In the old days, photographers worried about keeping track of their pictures and how long they would last. Both film and prints deteriorate over time. With digital that’s no longer a worry – digital files can last forever, since they’re just numbers. The trick is keeping track of them and making new copies as storage technology changes.
If you shoot a lot of photos, odds are you already have a workflow for storing and backing them up. People who shoot only occasionally are less likely to keep track of their photos, since they don’t deal with them very often. Regardless of whether you shoot a little or a lot, the end of the year is a good time to review your organization and storage, and make sure those pictures you’ve shot are well cared for.
The first step is to decide whether the system you have now is good, or needs to be improved. What matters most is that it makes sense to you, the filenames of the photos are unique (can’t be repeated) and that you can find photos pretty easily. If all of those are true, then you just need to make sure you’re adequately backing up your photos. If any of those aren’t true, then keep reading.
I’m a big fan of organizing based on date shot. Each year I create a folder named for that year, and download all the photos I shoot that year into it. And rather than simply dump all those pictures in there, I create a folder for each day I shoot, and all photos from that day go into that folder.
The next step is to make sure the filenames for those photos are unique and give information about them. The number the camera gives a photo when you shoot it has no meaning outside the camera, and in time will be repeated. All good image programs offer the ability to rename files, and can usually do that during the download process, saving you time. My photos have names with the date first, then one word (or group of letters and/or numbers) that says something about what the photos are, and finally a sequential number. For instance, the 159th photo I shot on the fourth day of the Oregon workshop I taught on June 23 this year is titled 20120623_OregonD4_159, and it’s inside a folder named 20120623.
So at this point, I have a year folder (2012), inside of which are dated folders which contain all the photos I shot that day, and every photo has a filename with that date and some other useful information. And my browser (Photo Mechanic by Camerabits) does that for me
When looking for my best photos, I don’t want to dig through all those folders. That leads to the next part of my organization, which is to create small collections of the best photos. I’d prefer these collections were bigger, but I’m just not that good J. That means throughout the year, I take my favorite pictures and copy them to another folder, this one titled “2012 Best.” And at the end of the year, I comb through that folder and select just the very best, which are then copied to a “Best of” folder. These smaller collections make it easy for me to backup my best pictures, as well as find them when I need them. Which leads us to backup, which is the final part of the puzzle, and one I review each year in December.
I always download to my laptop’s internal hard drive, then try to immediately backup to a second, external drive. That’s important – having two copies of your photos. When at home, that second drive is a mirrored drive in my office, which means it contains two hard drives that show as one. If one drive should fail, the data (photos in this case) are still intact on the second one. And every couple of weeks that drive is backed up to another (single hard drive in this case, just in case…). The next step is burning DVDs.
Every couple of months, all of the photos I’ve shot are backed up to DVDs. I’ve seen too many hard drives fail to trust them completely. I’ve considered moving to Blu-Ray, but despite the advantage of higher capacity disks, the small number of Blu-Ray optical drives in use keeps me using DVDs. Yes, it takes time, but I burn DVDs while doing other things in the office, so it’s not a big problem.
At the end of the year, I buy a new hard drive for the coming year (2TB again) and prepare to retire the current year’s hard drive. First I burn all of the “Best of” collections to DVD as well, then wipe the mirrored drive and start over with it for the new year.
So the whole process looks like this:
– On download the photos are re-named and placed in a date-based folder structure.
– Then I copy them to a mirrored hard drive that has this year’s photos.
– I backup that mirrored drive to another hard drive, which is synchronized every month or two.
– Over time I’ve created a set of multiple hard drives with all the photos I’ve ever shot (one hard drive per year the last few).
– Then there are two hard drives (one main, one backup) with all my “best of” collections.
– And lots of DVDs, with every photo I’ve shot over the years on them.
Finally, a copy of each DVD with those “best of” collections goes into my safe deposit box.
When people ask about backing up photos, and how many copies they need, my usual response is, “however many copies lets you sleep soundly at night.” The key is to know that should a disaster strike your house, most (if not all) of your most important photos will survive.
What keeps me awake these days? My kids. They’re both in college now, and shoot lots of photos with their cell phones. And I worry about what’s going to happen to those photos. So I’m looking into ways that the photos on their phones can be automatically backed up to the cloud.
Once you’ve got a system that works well for you, make sure and remind your friends and family to backup their photos. If they don’t, odds are they’ll lose them. It’s a sad fact that while people today are doing a better job documenting their lives than ever before, fewer of those photos will exist in years ahead. Help make sure this doesn’t happen to you, or them.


**Exercise instructions**.
All lines holding the string "JSON" should be copied from the data below.

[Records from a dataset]
********
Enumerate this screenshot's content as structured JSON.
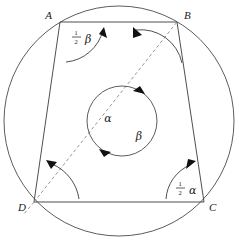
{
  "figure": {
    "background_color": "#ffffff",
    "line_color": "#3b3b3b",
    "dashed_color": "#8a8a8a",
    "arrow_color": "#111111"
  },
  "vertices": [
    {
      "id": "A",
      "label": "A",
      "x": 60,
      "y": 22,
      "label_x": 52,
      "label_y": 18
    },
    {
      "id": "B",
      "label": "B",
      "x": 177,
      "y": 22,
      "label_x": 182,
      "label_y": 18
    },
    {
      "id": "C",
      "label": "C",
      "x": 204,
      "y": 202,
      "label_x": 209,
      "label_y": 210
    },
    {
      "id": "D",
      "label": "D",
      "x": 34,
      "y": 202,
      "label_x": 22,
      "label_y": 210
    }
  ],
  "outer_circle": {
    "name": "circumscribed-circle",
    "cx": 119,
    "cy": 121,
    "r": 115
  },
  "inner_circle": {
    "name": "central-rotation-circle",
    "cx": 122,
    "cy": 121,
    "r": 35
  },
  "diagonal": {
    "name": "diagonal-DB",
    "from": "D",
    "to": "B",
    "style": "dashed"
  },
  "labels": {
    "half_beta": {
      "numerator": "1",
      "denominator": "2",
      "symbol": "β",
      "x": 78,
      "y": 37
    },
    "half_alpha": {
      "numerator": "1",
      "denominator": "2",
      "symbol": "α",
      "x": 182,
      "y": 190
    },
    "alpha_center": {
      "symbol": "α",
      "x": 108,
      "y": 120
    },
    "beta_center": {
      "symbol": "β",
      "x": 138,
      "y": 137
    }
  },
  "angle_arcs": [
    {
      "name": "arc-at-A",
      "vertex": "A",
      "label": "half_beta",
      "arrow": "up-right"
    },
    {
      "name": "arc-at-B",
      "vertex": "B",
      "label": "",
      "arrow": "up-left"
    },
    {
      "name": "arc-at-C",
      "vertex": "C",
      "label": "half_alpha",
      "arrow": "up-right"
    },
    {
      "name": "arc-at-D",
      "vertex": "D",
      "label": "",
      "arrow": "up-left"
    }
  ],
  "rotation_arrows": [
    {
      "name": "inner-arrow-top",
      "position": "top-right-of-inner-circle",
      "direction": "clockwise"
    },
    {
      "name": "inner-arrow-bottom",
      "position": "bottom-left-of-inner-circle",
      "direction": "clockwise"
    }
  ]
}
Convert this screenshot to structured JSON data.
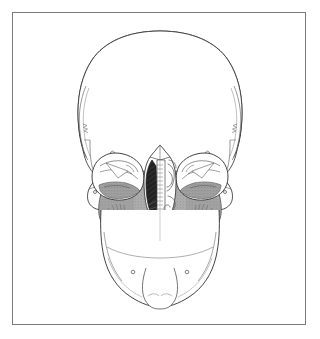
{
  "figure": {
    "title": "Human skull, anterior (frontal) view",
    "subject": "skull",
    "view": "anterior",
    "style": "ink line drawing with tonal shading",
    "frame": {
      "present": true,
      "border_color": "#7a7a7a",
      "border_width_px": 1,
      "background_color": "#ffffff",
      "left_px": 12,
      "top_px": 12,
      "width_px": 294,
      "height_px": 313
    },
    "palette": {
      "outline": "#3a3a3a",
      "fine_line": "#6b6b6b",
      "paper": "#ffffff",
      "shaded_bone": "#a9a9a9",
      "shaded_bone_dark": "#8f8f8f",
      "dark_recess": "#1e1e1e",
      "tooth_fill": "#ffffff"
    },
    "regions": [
      {
        "name": "calvaria",
        "label": "Cranial vault (frontal bone)",
        "shading": "unshaded"
      },
      {
        "name": "temporal-line-left",
        "label": "Left temporal line",
        "shading": "line-only"
      },
      {
        "name": "temporal-line-right",
        "label": "Right temporal line",
        "shading": "line-only"
      },
      {
        "name": "orbit-left",
        "label": "Left orbit",
        "shading": "partial"
      },
      {
        "name": "orbit-right",
        "label": "Right orbit",
        "shading": "partial"
      },
      {
        "name": "zygomatic-left",
        "label": "Left zygomatic bone",
        "shading": "unshaded"
      },
      {
        "name": "zygomatic-right",
        "label": "Right zygomatic bone",
        "shading": "unshaded"
      },
      {
        "name": "maxilla",
        "label": "Maxilla / midface",
        "shading": "gray stipple"
      },
      {
        "name": "nasal-cavity-left",
        "label": "Left nasal cavity",
        "shading": "dark"
      },
      {
        "name": "nasal-septum",
        "label": "Nasal septum / vomer",
        "shading": "light"
      },
      {
        "name": "turbinates-right",
        "label": "Right nasal conchae (turbinates)",
        "shading": "line scroll"
      },
      {
        "name": "maxillary-teeth",
        "label": "Upper dental arch",
        "count": 16
      },
      {
        "name": "mandibular-teeth",
        "label": "Lower dental arch",
        "count": 16
      },
      {
        "name": "mandible",
        "label": "Mandible",
        "shading": "unshaded"
      },
      {
        "name": "mental-protuberance",
        "label": "Mental protuberance (chin)",
        "shading": "line-only"
      }
    ],
    "landmarks": [
      {
        "name": "infraorbital-foramen-left",
        "label": "Infraorbital foramen (left)"
      },
      {
        "name": "infraorbital-foramen-right",
        "label": "Infraorbital foramen (right)"
      },
      {
        "name": "zygomaticofacial-foramen-left",
        "label": "Zygomaticofacial foramen (left)"
      },
      {
        "name": "zygomaticofacial-foramen-right",
        "label": "Zygomaticofacial foramen (right)"
      },
      {
        "name": "mental-foramen-left",
        "label": "Mental foramen (left)"
      },
      {
        "name": "mental-foramen-right",
        "label": "Mental foramen (right)"
      },
      {
        "name": "anterior-nasal-spine",
        "label": "Anterior nasal spine"
      },
      {
        "name": "nasion",
        "label": "Nasion"
      }
    ]
  }
}
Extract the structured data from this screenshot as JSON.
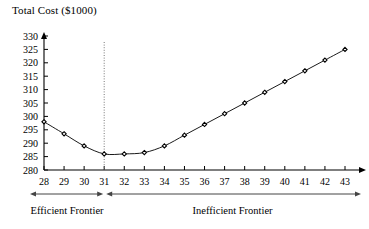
{
  "chart_data": {
    "type": "line",
    "title": "Total Cost ($1000)",
    "xlabel": "",
    "ylabel": "Total Cost ($1000)",
    "xlim": [
      28,
      43
    ],
    "ylim": [
      280,
      330
    ],
    "grid": false,
    "legend_position": "none",
    "x": [
      28,
      29,
      30,
      31,
      32,
      33,
      34,
      35,
      36,
      37,
      38,
      39,
      40,
      41,
      42,
      43
    ],
    "values": [
      298.0,
      293.5,
      289.0,
      286.0,
      286.0,
      286.5,
      289.0,
      293.0,
      297.0,
      301.0,
      305.0,
      309.0,
      313.0,
      317.0,
      321.0,
      325.0
    ],
    "series": [
      {
        "name": "Total Cost",
        "values": [
          298.0,
          293.5,
          289.0,
          286.0,
          286.0,
          286.5,
          289.0,
          293.0,
          297.0,
          301.0,
          305.0,
          309.0,
          313.0,
          317.0,
          321.0,
          325.0
        ]
      }
    ],
    "ytick_labels": [
      "280",
      "285",
      "290",
      "295",
      "300",
      "305",
      "310",
      "315",
      "320",
      "325",
      "330"
    ],
    "ytick_values": [
      280,
      285,
      290,
      295,
      300,
      305,
      310,
      315,
      320,
      325,
      330
    ],
    "xtick_labels": [
      "28",
      "29",
      "30",
      "31",
      "32",
      "33",
      "34",
      "35",
      "36",
      "37",
      "38",
      "39",
      "40",
      "41",
      "42",
      "43"
    ],
    "xtick_values": [
      28,
      29,
      30,
      31,
      32,
      33,
      34,
      35,
      36,
      37,
      38,
      39,
      40,
      41,
      42,
      43
    ],
    "annotations": [
      {
        "name": "divider",
        "type": "vertical-dotted-line",
        "x": 31
      },
      {
        "name": "efficient-frontier",
        "label": "Efficient Frontier",
        "range": [
          28,
          31
        ]
      },
      {
        "name": "inefficient-frontier",
        "label": "Inefficient Frontier",
        "range": [
          31,
          43
        ]
      }
    ],
    "marker": "diamond",
    "line_color": "#000000",
    "marker_color": "#000000"
  },
  "labels": {
    "axis_title": "Total Cost ($1000)",
    "efficient_frontier": "Efficient Frontier",
    "inefficient_frontier": "Inefficient Frontier"
  },
  "colors": {
    "line": "#000000",
    "text": "#000000",
    "axis": "#000000",
    "divider": "#777777",
    "frontier_arrow": "#444444"
  }
}
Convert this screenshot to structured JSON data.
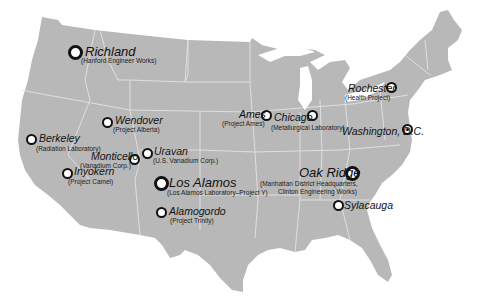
{
  "map": {
    "colors": {
      "land": "#b8b8b8",
      "borders": "#e8e8e8",
      "background": "#ffffff",
      "marker_stroke": "#111111"
    }
  },
  "sites": [
    {
      "name": "Richland",
      "sub": "(Hanford Engineer Works)",
      "size": "large"
    },
    {
      "name": "Wendover",
      "sub": "(Project Alberta)",
      "size": "small"
    },
    {
      "name": "Berkeley",
      "sub": "(Radiation Laboratory)",
      "size": "small"
    },
    {
      "name": "Inyokern",
      "sub": "(Project Camel)",
      "size": "small"
    },
    {
      "name": "Monticello",
      "sub": "(Vanadium Corp.)",
      "size": "small"
    },
    {
      "name": "Uravan",
      "sub": "(U.S. Vanadium Corp.)",
      "size": "small"
    },
    {
      "name": "Los Alamos",
      "sub": "(Los Alamos Laboratory–Project Y)",
      "size": "large"
    },
    {
      "name": "Alamogordo",
      "sub": "(Project Trinity)",
      "size": "small"
    },
    {
      "name": "Ames",
      "sub": "(Project Ames)",
      "size": "small"
    },
    {
      "name": "Chicago",
      "sub": "(Metallurgical Laboratory)",
      "size": "small"
    },
    {
      "name": "Rochester",
      "sub": "(Health Project)",
      "size": "small"
    },
    {
      "name": "Washington, D.C.",
      "sub": "",
      "size": "capital"
    },
    {
      "name": "Oak Ridge",
      "sub": "(Manhattan District Headquarters,",
      "sub2": "Clinton Engineering Works)",
      "size": "large"
    },
    {
      "name": "Sylacauga",
      "sub": "",
      "size": "small"
    }
  ]
}
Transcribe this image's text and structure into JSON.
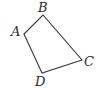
{
  "diagram": {
    "type": "quadrilateral",
    "stroke_color": "#3a3a3a",
    "background": "#ffffff",
    "vertices": [
      {
        "name": "A",
        "x": 24,
        "y": 34,
        "label_x": 11,
        "label_y": 36
      },
      {
        "name": "B",
        "x": 43,
        "y": 15,
        "label_x": 38,
        "label_y": 12
      },
      {
        "name": "C",
        "x": 82,
        "y": 60,
        "label_x": 84,
        "label_y": 66
      },
      {
        "name": "D",
        "x": 42,
        "y": 73,
        "label_x": 35,
        "label_y": 86
      }
    ],
    "edges": [
      [
        "A",
        "B"
      ],
      [
        "B",
        "C"
      ],
      [
        "C",
        "D"
      ],
      [
        "D",
        "A"
      ]
    ]
  }
}
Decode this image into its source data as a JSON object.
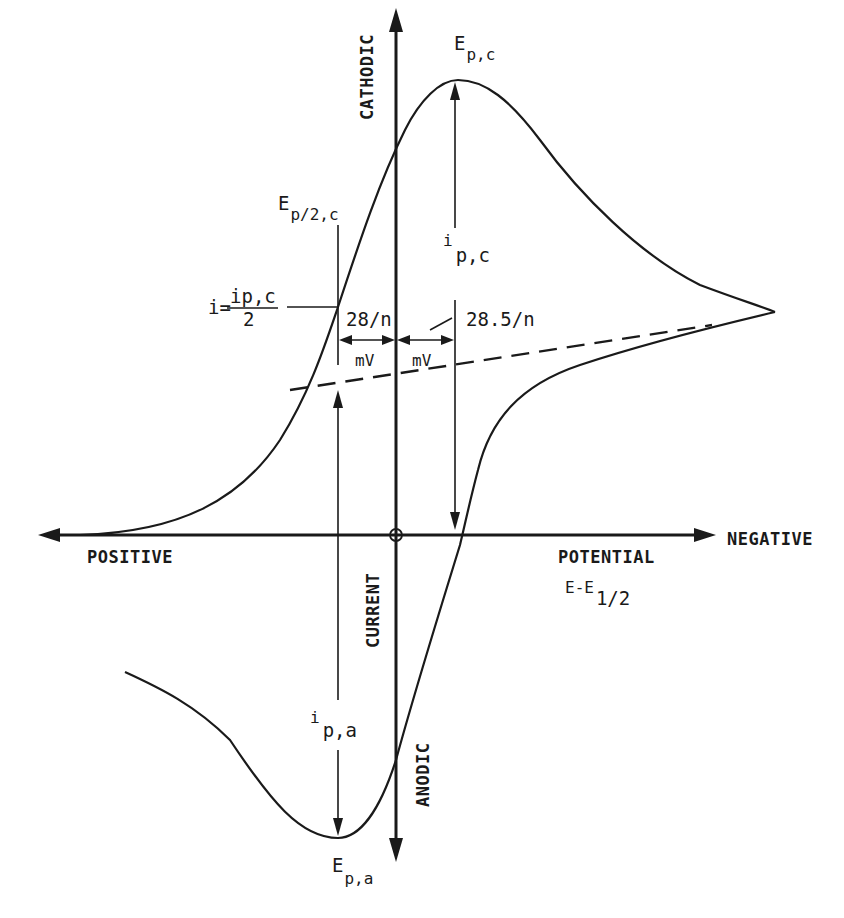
{
  "diagram": {
    "type": "cyclic-voltammogram-schematic",
    "axes": {
      "vertical_top_label": "CATHODIC",
      "vertical_bottom_label": "ANODIC",
      "vertical_axis_label": "CURRENT",
      "horizontal_left_label": "POSITIVE",
      "horizontal_right_label": "NEGATIVE",
      "horizontal_axis_label": "POTENTIAL",
      "horizontal_axis_expr_main": "E-E",
      "horizontal_axis_expr_sub": "1/2"
    },
    "annotations": {
      "cathodic_peak_potential": {
        "main": "E",
        "sub": "p,c"
      },
      "half_peak_potential": {
        "main": "E",
        "sub": "p/2,c"
      },
      "cathodic_peak_current": {
        "main": "i",
        "sub": "p,c"
      },
      "anodic_peak_current": {
        "main": "i",
        "sub": "p,a"
      },
      "anodic_peak_potential": {
        "main": "E",
        "sub": "p,a"
      },
      "half_current_eq": {
        "lhs": "i=",
        "numerator": "ip,c",
        "denominator": "2"
      },
      "left_separation": {
        "value": "28/n",
        "unit": "mV"
      },
      "right_separation": {
        "value": "28.5/n",
        "unit": "mV"
      }
    },
    "features": {
      "forward_scan": "solid curve from positive potential rising to cathodic peak then decaying to switching point",
      "reverse_scan": "solid curve from switching point through anodic peak back toward positive potential",
      "baseline": "dashed extrapolated baseline for cathodic peak current",
      "origin_marker": "circle at axis intersection"
    }
  }
}
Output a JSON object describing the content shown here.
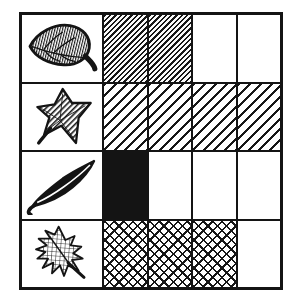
{
  "chart_data": {
    "type": "pictograph",
    "title": "",
    "columns": 4,
    "legend_position": "left-column",
    "rows": [
      {
        "label": "ovate-leaf",
        "count": 2,
        "pattern": "dense-diagonal-hatch"
      },
      {
        "label": "maple-leaf",
        "count": 4,
        "pattern": "diagonal-hatch"
      },
      {
        "label": "willow-leaf",
        "count": 1,
        "pattern": "solid"
      },
      {
        "label": "oak-leaf",
        "count": 3,
        "pattern": "crosshatch"
      }
    ]
  },
  "colors": {
    "ink": "#141414",
    "background": "#ffffff"
  }
}
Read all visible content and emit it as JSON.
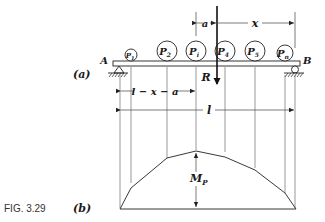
{
  "figure": {
    "caption": "FIG. 3.29",
    "part_a_label": "(a)",
    "part_b_label": "(b)"
  },
  "beam": {
    "left_support": "A",
    "right_support": "B",
    "loads": [
      {
        "label": "P1",
        "main": "P",
        "sub": "1",
        "x": 131,
        "r": 6
      },
      {
        "label": "P2",
        "main": "P",
        "sub": "2",
        "x": 167,
        "r": 10
      },
      {
        "label": "Pi",
        "main": "P",
        "sub": "i",
        "x": 196,
        "r": 10
      },
      {
        "label": "P4",
        "main": "P",
        "sub": "4",
        "x": 225,
        "r": 10
      },
      {
        "label": "P5",
        "main": "P",
        "sub": "5",
        "x": 255,
        "r": 10
      },
      {
        "label": "Pn",
        "main": "P",
        "sub": "n",
        "x": 285,
        "r": 8
      }
    ],
    "resultant": "R"
  },
  "dimensions": {
    "a": "a",
    "x": "x",
    "l_minus_x_minus_a": "l − x − a",
    "l": "l"
  },
  "moment_diagram": {
    "label_main": "M",
    "label_sub": "P"
  }
}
********
**Answer section**.
Enumerate this screenshot's content as structured JSON.
Convert this screenshot to structured JSON data.
Extract the structured data from this screenshot as JSON.
Convert this screenshot to structured JSON data.
Transcribe this image's text and structure into JSON.
Decode this image into its source data as a JSON object.
Output a JSON object describing the content shown here.
Read all visible content and emit it as JSON.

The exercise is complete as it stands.